Average wages would need to be controlled for self-selection between academia, public and private practice as well as employment in quasi-unrelated fields.
The best idea I have come up with is to get other professors involved in each other's classes somehow. Then they can see first hand how each other are doing. At the high school and lower level, I would add parents to the mix, because they usually care more than the principles.
What "involvement" means is difficult to say. Some ideas would be: (a) read each other's message boards and; (b) sit in on each other's classes, as you mentioned; (c) team teach.

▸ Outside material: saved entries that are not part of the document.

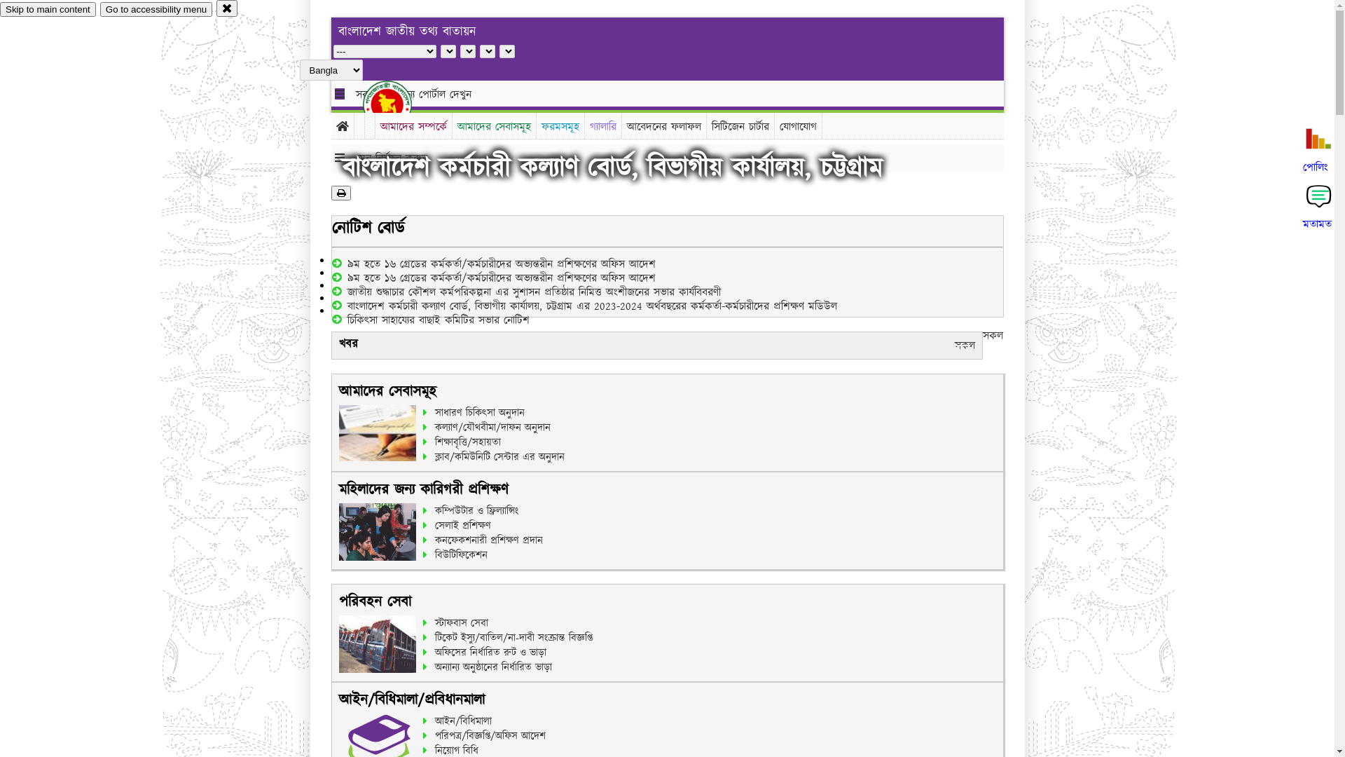 This screenshot has width=1345, height=757. I want to click on 
                
            , so click(399, 104).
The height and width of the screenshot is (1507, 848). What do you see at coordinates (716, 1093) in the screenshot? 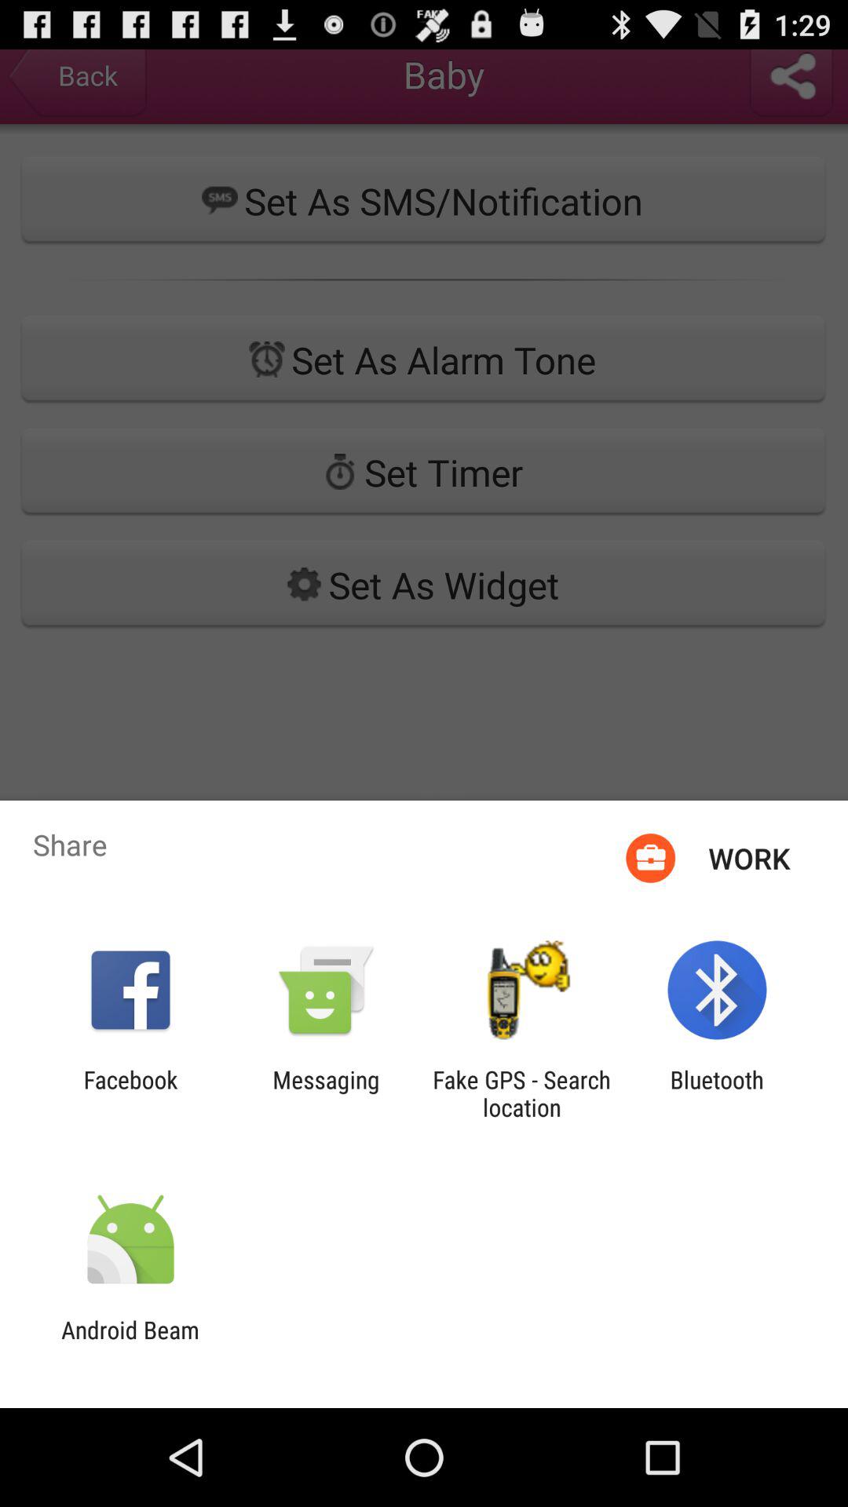
I see `tap item to the right of the fake gps search app` at bounding box center [716, 1093].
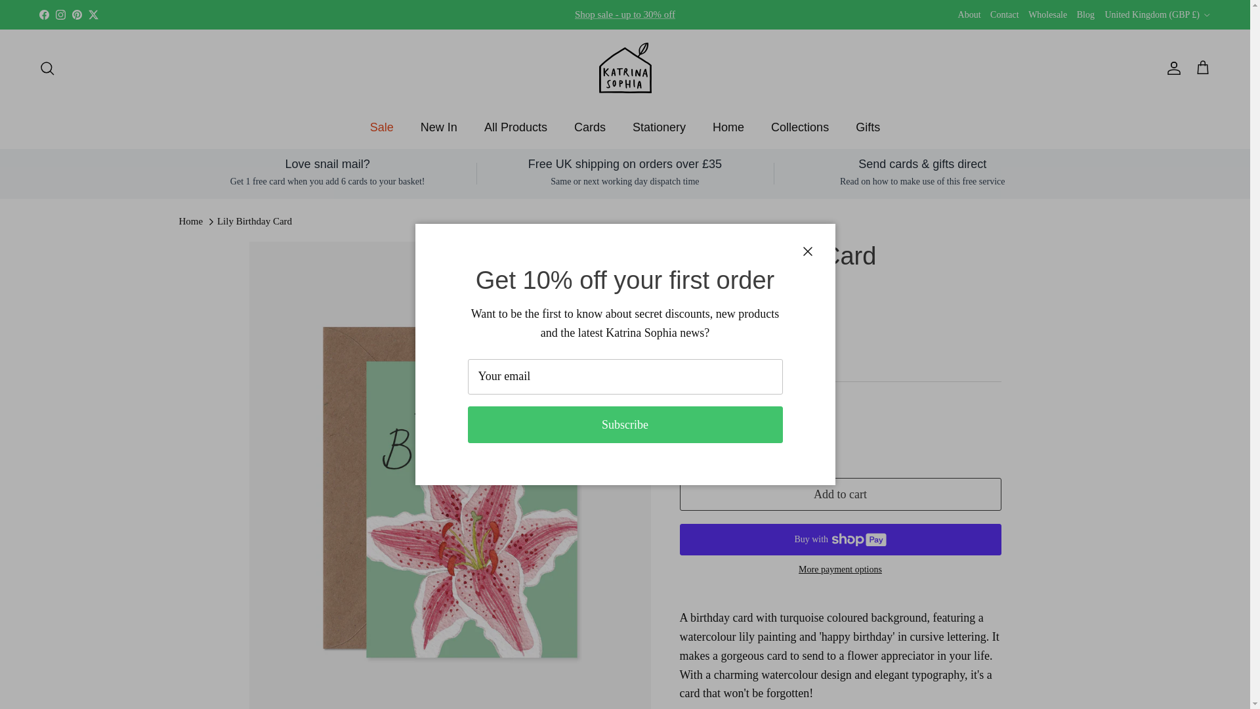  Describe the element at coordinates (438, 127) in the screenshot. I see `New In` at that location.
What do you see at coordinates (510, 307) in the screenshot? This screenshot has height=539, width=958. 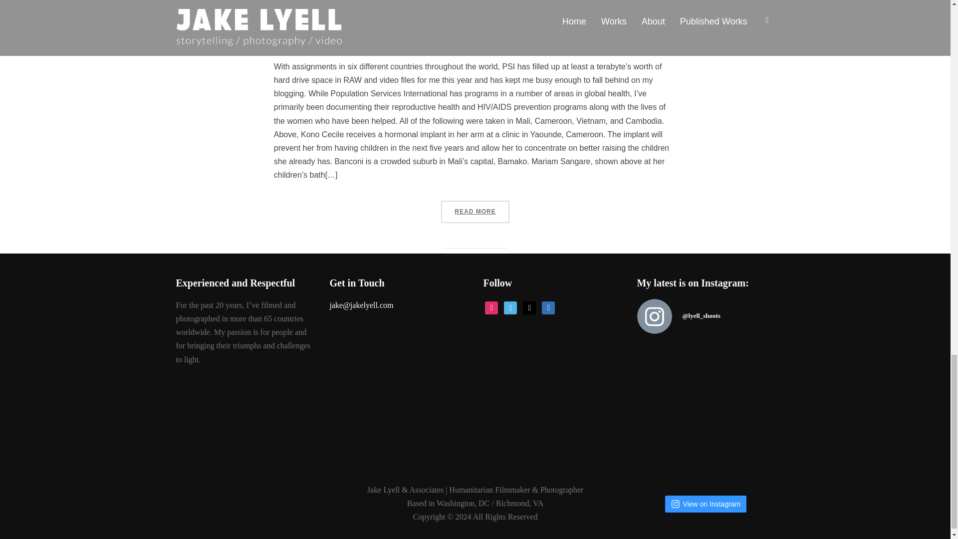 I see `vimeo` at bounding box center [510, 307].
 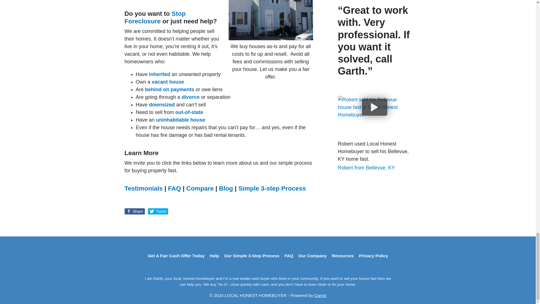 I want to click on out-of-state, so click(x=190, y=112).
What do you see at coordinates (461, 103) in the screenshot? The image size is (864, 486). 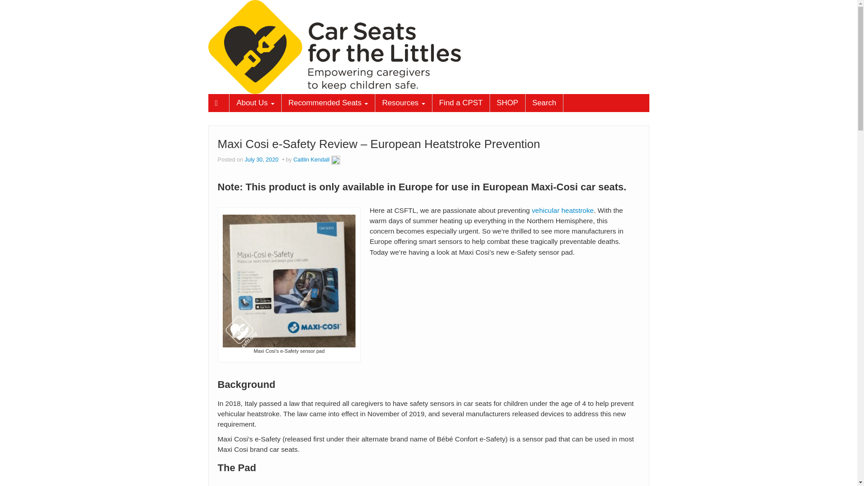 I see `Find a CPST` at bounding box center [461, 103].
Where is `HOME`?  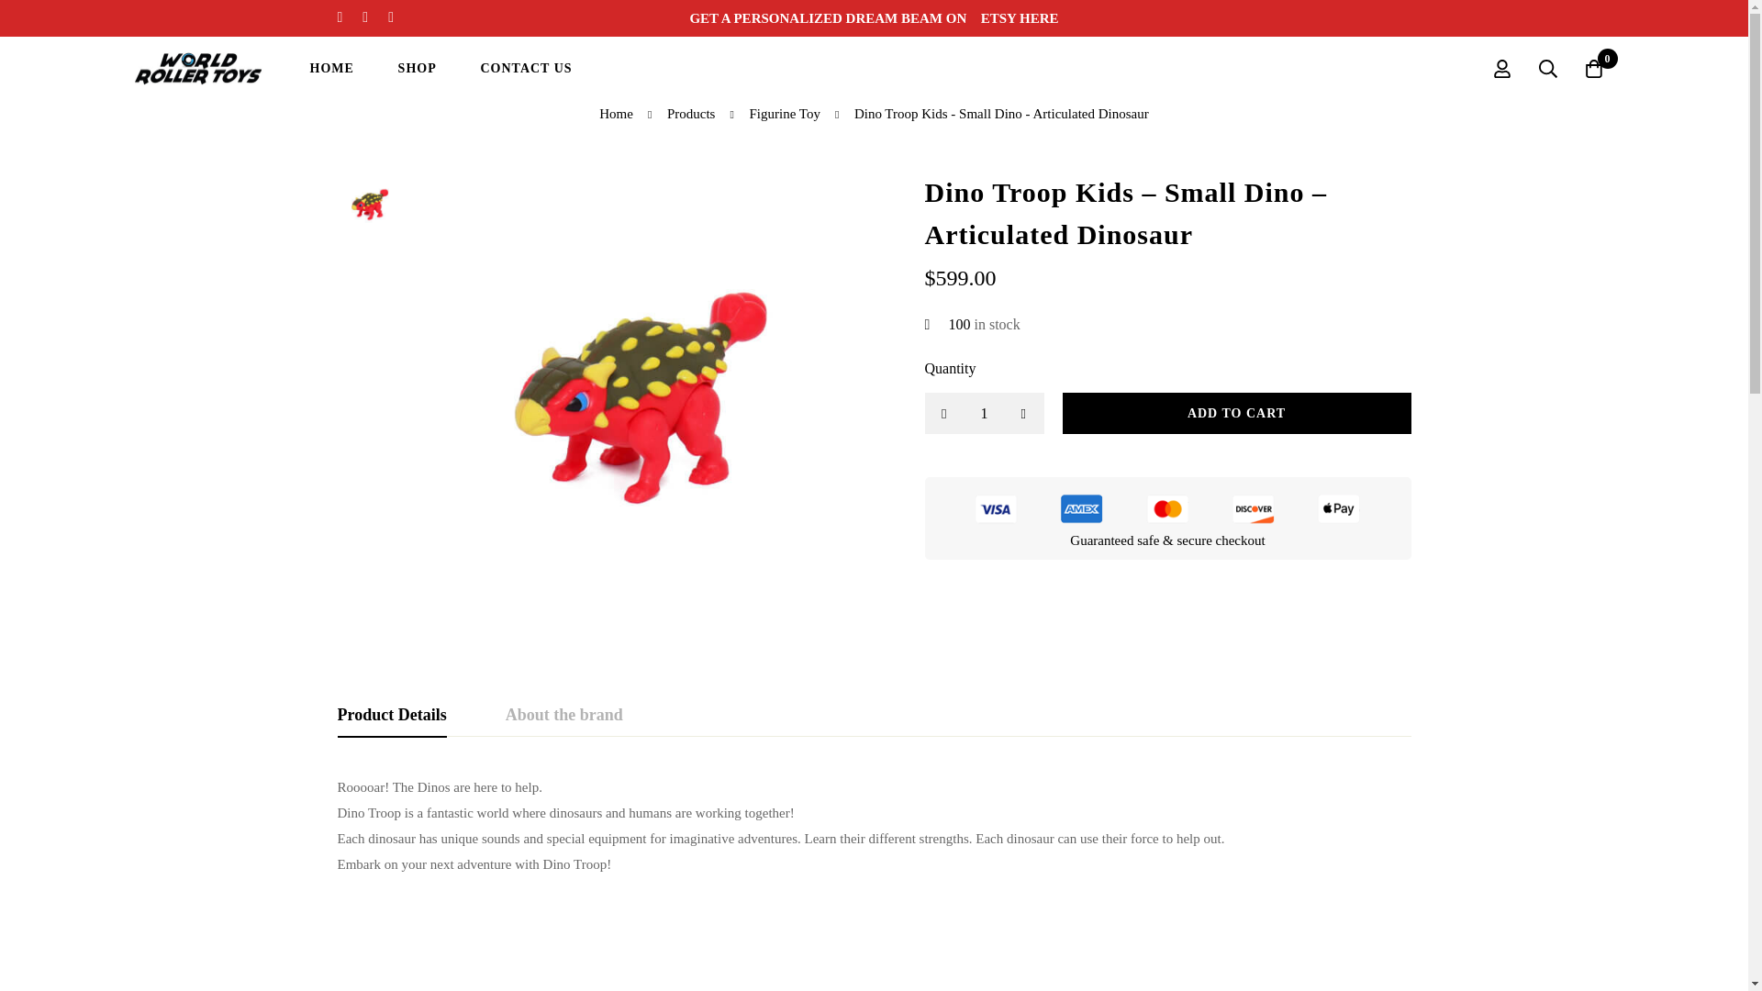
HOME is located at coordinates (332, 68).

Looking at external exams is a good thing to do, too, but mainly as a sanity check as you and others have written. Usually a class aims higher than passing the exams, but you want to make sure the students aren't massively flunking out. Along these lines, it would seem nice to know what student incomes look like....
-Lex Spoon
Why don't law schools offer a bar prep course during the third year?
Arthur b.'s idea about giving a larger perspective in time to evaluatin teacher performance seems good. However, instead of inspecting graduated peoples' wages, a simple questionary about actual satisfaction with their life and how they see their former teachers affected it seems much more appropriate to me, at least in a situation when the schools intention is to produce content persons instead of money making machines. Also, 5 years are maybe a bit short-term, let it be 10 years instead.
Say,
1. how do you feel yourself in your profession now?
2. which courses you think were useful to your current professional life? Which teachers did what about it?
3. which courses you think were harmful to your current carrier? What was wrong in it?
Even thinking about these questions may be exceptionally useful - not for the school, but for you and now.
My ideal proposal for teacher compensation / evaluation at the college level:
Escrow portions of the tuition paid. The students then are charged with disbursing the escrow in equal amounts annually over a ten year time period. For students who wish to make no commentary on their professor(s) a predefined formula can be used. The student could choose to allocate to a professor, the department or just to the college. Incoming students and deans would be able to review what students thought of a particular professor based on how previous students allocated their escrow.
One could be cynical here and state that most presidents and deans may be more interested in raising funds than they are in effective teaching. Using questionnaires to judge "student satisfaction with teaching" produces satisfied students, which produces satisfied alumni, which produces bigger alumni donations.